Clinton: Police shootings need ‘to become intolerable’
Hillary Clinton on Wednesday called the recent police shootings in Oklahoma and North Carolina “intolerable,” arguing that Americans and law enforcement need to work together to have safer communities.
{mosads}At a rally in Orlando, Fla., the Democratic presidential nominee expressed her condolences to the families of the African-American men who were killed during encounters with police officers.
“There is still much we don’t know about what happened … but [what] we do know is we have two more names of African-Americans killed by police officers in these encounters,” Clinton said.
“It’s unbearable, and it needs to become intolerable,” she added.
She also took an opportunity to praise law enforcement for its work handling the weekend bombs in New York and New Jersey and a stabbing in Minnesota, saying they handled it “exactly right and saved a lot of lives.”
“We are safer when communities respect the police, and police who respect communities,” Clinton said.
But New Jersey Gov. Chris Christie, a surrogate for GOP nominee Donald Trump, slammed Clinton, calling her comments a “disgrace.”
“It’s typical of Hillary Clinton. She knows nothing, but the mouth never stops. And, the fact is that she has no idea what happened in North Carolina.”
Christie said Wednesday that Clinton has no experience in law enforcement and no background on how to handle these types of issues.
“I’m just appalled, and as someone who spent seven years in law enforcement, she’s exactly the kind of politician that law enforcement loathes, loathes her,” Christie said.
“Because, she jumps to conclusion for political gain and doesn’t care what careers or lives she ruins in the process.”
Trump also addressed the shootings on Wednesday, while delivering remarks in Cleveland at a historically black church. He said he is “very troubled” by the killing of an unarmed black man by police in Oklahoma and seemed to question how the police officer handled the incident.
“I watched the shooting in part in Tulsa, and that man was hands up,” Trump said. “That man went to the car, hands up, put his hands on the car.
“To me, it looked like he did everything you’re supposed to do. The young officer — I don’t know what she was thinking. But I’m very, very troubled by that.”
Terence Crutcher, who was unarmed, was fatally shot by a police officer in Tulsa on Sept. 16. A video of the incident shows him with his hands in the air before he was shot.
And in Charlotte, N.C., a black police officer fatally shot a black man police say was armed at an apartment complex Tuesday, which prompted angry street protests late into the night. Twelve police officers were injured following demonstrations.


Report every line of the listing below in which the string "equation" appears.

[THE INPUT]

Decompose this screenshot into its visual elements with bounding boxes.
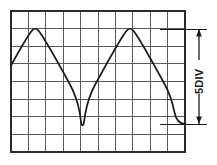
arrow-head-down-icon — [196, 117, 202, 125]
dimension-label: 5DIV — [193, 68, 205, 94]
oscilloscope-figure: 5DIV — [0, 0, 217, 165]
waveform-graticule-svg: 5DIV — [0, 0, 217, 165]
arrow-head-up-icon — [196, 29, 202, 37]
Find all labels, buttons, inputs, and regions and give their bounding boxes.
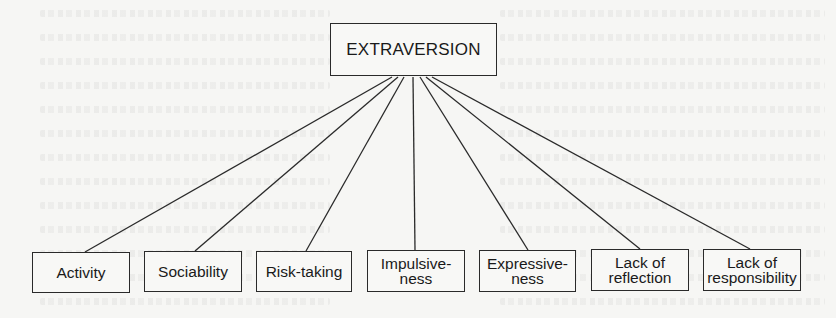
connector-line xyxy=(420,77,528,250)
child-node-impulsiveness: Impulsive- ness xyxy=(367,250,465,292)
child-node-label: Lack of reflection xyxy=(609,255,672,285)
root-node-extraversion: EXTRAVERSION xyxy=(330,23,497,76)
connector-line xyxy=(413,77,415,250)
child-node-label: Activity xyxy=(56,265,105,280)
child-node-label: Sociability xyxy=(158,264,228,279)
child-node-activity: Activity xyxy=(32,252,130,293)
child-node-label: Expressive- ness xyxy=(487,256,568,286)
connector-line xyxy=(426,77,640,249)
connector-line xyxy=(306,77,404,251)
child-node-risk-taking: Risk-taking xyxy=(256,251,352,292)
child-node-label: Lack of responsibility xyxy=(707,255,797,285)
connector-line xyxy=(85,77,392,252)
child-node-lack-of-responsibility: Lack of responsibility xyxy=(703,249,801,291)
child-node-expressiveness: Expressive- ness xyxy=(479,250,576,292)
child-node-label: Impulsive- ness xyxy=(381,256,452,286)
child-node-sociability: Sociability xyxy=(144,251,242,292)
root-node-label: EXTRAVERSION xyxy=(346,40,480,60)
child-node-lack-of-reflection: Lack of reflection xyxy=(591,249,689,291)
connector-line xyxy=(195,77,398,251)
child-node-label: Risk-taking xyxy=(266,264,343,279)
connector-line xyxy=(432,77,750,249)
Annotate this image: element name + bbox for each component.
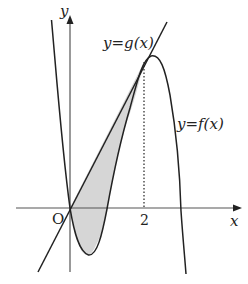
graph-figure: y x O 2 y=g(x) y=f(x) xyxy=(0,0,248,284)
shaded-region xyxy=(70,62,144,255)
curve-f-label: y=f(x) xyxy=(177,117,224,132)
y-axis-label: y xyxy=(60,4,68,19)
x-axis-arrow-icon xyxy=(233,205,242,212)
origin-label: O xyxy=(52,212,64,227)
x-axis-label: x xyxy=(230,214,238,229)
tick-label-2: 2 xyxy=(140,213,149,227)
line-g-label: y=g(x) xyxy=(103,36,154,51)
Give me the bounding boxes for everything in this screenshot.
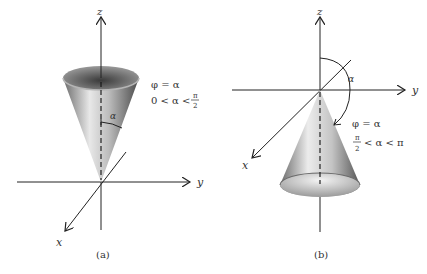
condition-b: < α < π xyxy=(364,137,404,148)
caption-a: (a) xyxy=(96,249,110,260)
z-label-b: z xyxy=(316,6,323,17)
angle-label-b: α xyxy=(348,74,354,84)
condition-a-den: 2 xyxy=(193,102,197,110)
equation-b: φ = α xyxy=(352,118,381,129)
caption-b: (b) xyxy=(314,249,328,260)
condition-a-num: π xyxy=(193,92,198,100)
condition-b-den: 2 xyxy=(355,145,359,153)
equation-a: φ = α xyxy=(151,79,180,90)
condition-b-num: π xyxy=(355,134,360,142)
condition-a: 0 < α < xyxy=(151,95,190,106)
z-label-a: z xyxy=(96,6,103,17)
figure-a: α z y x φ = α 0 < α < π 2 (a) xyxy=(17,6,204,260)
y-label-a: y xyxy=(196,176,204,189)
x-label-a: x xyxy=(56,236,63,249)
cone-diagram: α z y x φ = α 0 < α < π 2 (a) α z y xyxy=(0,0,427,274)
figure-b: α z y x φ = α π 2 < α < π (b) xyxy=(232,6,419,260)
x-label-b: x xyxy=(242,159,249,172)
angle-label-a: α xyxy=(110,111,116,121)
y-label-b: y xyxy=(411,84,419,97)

[/THE INPUT]
[THE INPUT]

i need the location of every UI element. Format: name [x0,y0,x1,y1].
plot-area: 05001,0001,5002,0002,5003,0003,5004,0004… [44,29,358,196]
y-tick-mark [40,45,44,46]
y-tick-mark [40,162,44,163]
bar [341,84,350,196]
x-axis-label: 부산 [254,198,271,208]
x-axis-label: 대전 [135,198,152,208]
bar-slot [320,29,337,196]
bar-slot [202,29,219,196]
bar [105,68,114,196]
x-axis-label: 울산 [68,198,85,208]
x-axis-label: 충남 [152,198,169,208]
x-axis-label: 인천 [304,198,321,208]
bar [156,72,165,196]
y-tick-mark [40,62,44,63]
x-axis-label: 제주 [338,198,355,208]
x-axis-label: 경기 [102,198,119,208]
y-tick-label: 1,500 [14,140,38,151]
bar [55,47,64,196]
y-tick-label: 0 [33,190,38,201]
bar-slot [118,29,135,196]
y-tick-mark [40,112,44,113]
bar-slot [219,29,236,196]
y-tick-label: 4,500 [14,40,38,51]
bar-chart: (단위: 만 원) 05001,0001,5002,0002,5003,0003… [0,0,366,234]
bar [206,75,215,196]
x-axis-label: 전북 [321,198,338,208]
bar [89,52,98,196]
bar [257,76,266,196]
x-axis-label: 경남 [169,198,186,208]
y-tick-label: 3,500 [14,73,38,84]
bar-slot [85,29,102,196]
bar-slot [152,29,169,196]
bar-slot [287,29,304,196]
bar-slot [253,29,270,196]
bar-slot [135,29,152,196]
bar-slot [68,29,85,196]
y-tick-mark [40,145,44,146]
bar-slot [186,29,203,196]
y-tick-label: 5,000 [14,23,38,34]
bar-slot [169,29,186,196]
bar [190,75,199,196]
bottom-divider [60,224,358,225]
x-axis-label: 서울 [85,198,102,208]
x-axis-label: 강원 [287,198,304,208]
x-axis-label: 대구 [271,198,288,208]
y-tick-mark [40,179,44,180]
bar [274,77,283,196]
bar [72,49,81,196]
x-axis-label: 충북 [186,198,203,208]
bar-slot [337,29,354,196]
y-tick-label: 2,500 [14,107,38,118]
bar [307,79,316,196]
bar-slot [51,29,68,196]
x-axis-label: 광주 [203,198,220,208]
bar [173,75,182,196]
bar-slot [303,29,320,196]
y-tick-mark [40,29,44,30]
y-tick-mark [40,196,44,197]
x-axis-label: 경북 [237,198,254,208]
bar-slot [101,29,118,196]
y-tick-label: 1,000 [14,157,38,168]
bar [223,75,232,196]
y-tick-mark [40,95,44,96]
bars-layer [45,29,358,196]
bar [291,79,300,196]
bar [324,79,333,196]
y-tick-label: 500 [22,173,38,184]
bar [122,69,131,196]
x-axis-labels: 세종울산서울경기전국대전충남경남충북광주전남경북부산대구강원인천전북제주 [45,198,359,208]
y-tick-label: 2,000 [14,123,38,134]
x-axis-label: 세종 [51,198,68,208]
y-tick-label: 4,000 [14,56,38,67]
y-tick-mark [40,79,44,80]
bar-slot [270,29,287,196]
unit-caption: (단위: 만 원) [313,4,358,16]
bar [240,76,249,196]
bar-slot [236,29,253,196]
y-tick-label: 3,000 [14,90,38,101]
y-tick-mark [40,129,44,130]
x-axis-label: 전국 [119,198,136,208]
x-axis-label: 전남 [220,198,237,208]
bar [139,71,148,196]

[/THE INPUT]

* RESULT FOR THIS EXERCISE *
equation-b: φ = α xyxy=(352,118,381,129)
equation-a: φ = α xyxy=(151,79,180,90)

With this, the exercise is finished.